Honestly, AI didn’t change the rules so much as it made the old rules impossible to ignore – sloppy local info was always a problem, now it just kills you faster.

Any business that invests in local SEO will be better positioned to appear not just in traditional search and map results, but also in AI summaries and recommendation-style answers from search engines.
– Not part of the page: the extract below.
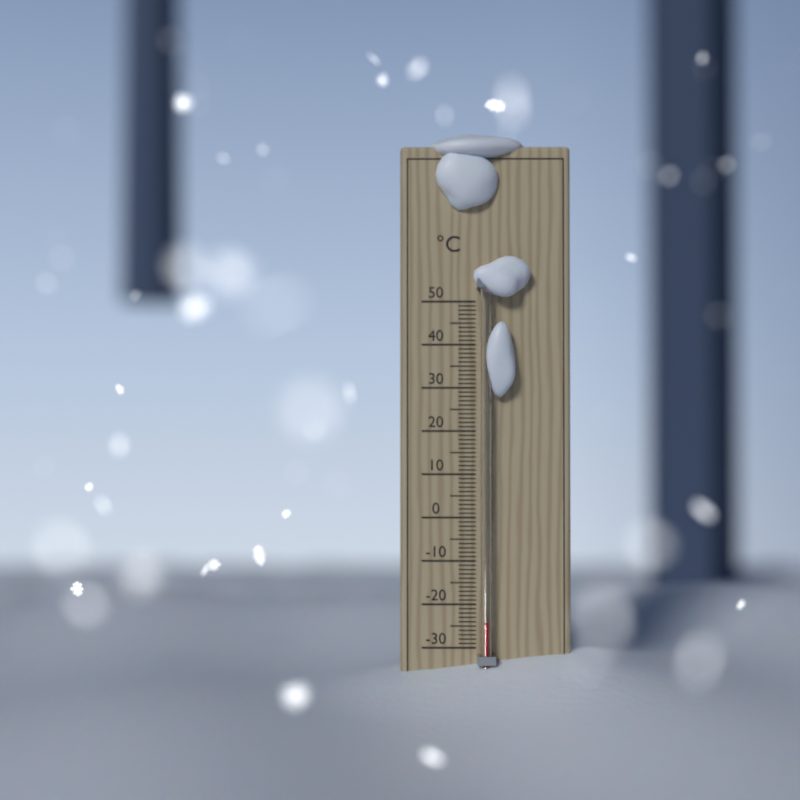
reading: -24 °C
We’re past the point where just ranking was enough.  AI has completely changed what ‘showing up’ even means. It’s not just about showing up anymore. You want AI to actually vouch for you, and that takes real, consistent effort.

 

About the Author

Michael Beck

Michael Beck joined Christian Living Communities in 2022 as a Website and SEO Specialist and was promoted to a Website and SEO Analyst soon after. He holds a Bachelor's degree in Psychology from the University of North Texas.
Michael became fascinated with the internet since he first logged on some time around 1985. He has more than 30 years of experience in website technology, ranking on search engines, and creating and maintaining a web presence for businesses. He enjoys playing video games, listening to music, and spending time with his labrador, Ruby.